Florida Today reported on August 2, 2024 that college archaeoloical students will try in January to locate the crash site. It’s believed to be just east of the Trident Wharf where US Navy nuclear submarines berth.
A newspaper photo of the B-52 wreckage at Cape Kennedy Air Station. Image source: Cocoa Tribune, August 30, 1968.
Illegal Immigrants Come Ashore — Fifteen Chinese illegal immigrants were found the night of July 6, 2001 along the Cape shoreline north of Launch Complex 40. A Kennedy Space Center security officer described them as fairly well-dressed with food, cash, and a credit card. They were accompanied by a Jamaican, who spoke English and was believed to have organized the escapade. The refugees, covered with mosquito bites, were discovered after the Jamaican approached a KSC security guard and asked to use a phone.
Fifteen illegal immigrants were found on July 6, 2001 along the Air Force Station shoreline in the general vicinity of Launch Complex. Image source: Florida Today.
Cape Corrosion — Corrosion has always been a problem for Canaveral residents, but during the “Space Age” 1950s one of its more prominent issues was corrosion with the stainless steel Atlas intercontinental ballistic missile being tested at Launch Complexes 11-14. The popular lubricant WD-40, invented by the Rocket Chemical Company, was used by aerospace contractor Convair to protect the outer skin of the missile from rust and corrosion.
The Space Coast is the most corrosive environment in North America. In the mid-1960s, NASA created the Beachside Atmospheric Corrosion Test Site to test materials, coatings, and maintenance procedures.
The test site today is part of KSC’s Corrosion Engineering Laboratory, which also includes a Coatings Application Facility and an Indoor Corrosion Laboratory.

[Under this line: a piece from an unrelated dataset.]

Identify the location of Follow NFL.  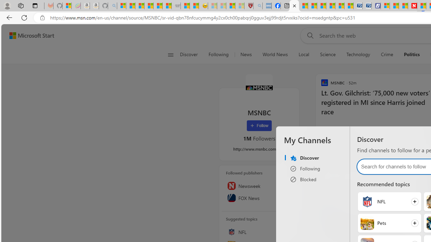
(389, 202).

The laboratory serves government users as well as educational institutions and private companies.
The Beachside Atmospheric Corrosion Test Site along the Cape Road south of Launch Complex 48. Image source: NASA.

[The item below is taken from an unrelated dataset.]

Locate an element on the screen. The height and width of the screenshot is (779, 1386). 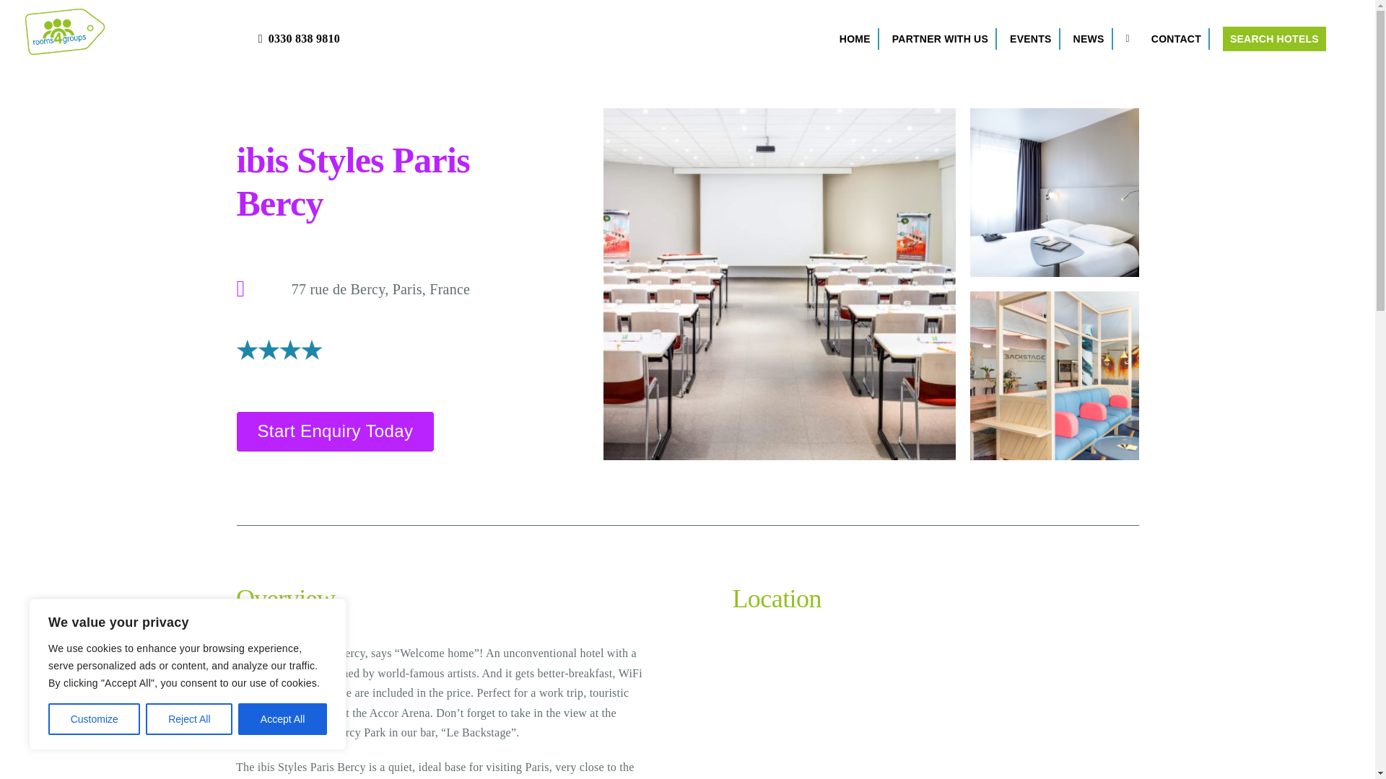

Playalinda’s Nude Beach — Playlinda Beach today is part of Canaveral National Seashore, just north of KSC’s launch pad 39B. It’s accessed by driving east on the Max Brewer Highway out of Titusville.
Although it’s not official, area 13 at the very north end of the beach is considered “clothing optional.” The official word is that nudity is prohibited at Playalinda, but the rule is rarely enforced.
In June 2023, swimwear brand Pour Moi named Playlinda #20 on its list of top nude beaches in the world.
Clothed or not, Playalinda is considered an optimal location for watching launches — if it’s open. The seashore is closed at night, as well as for infrequent launches from 39B.
The clothing non-optional part of Playalinda Beach. Image source: National Park Planner.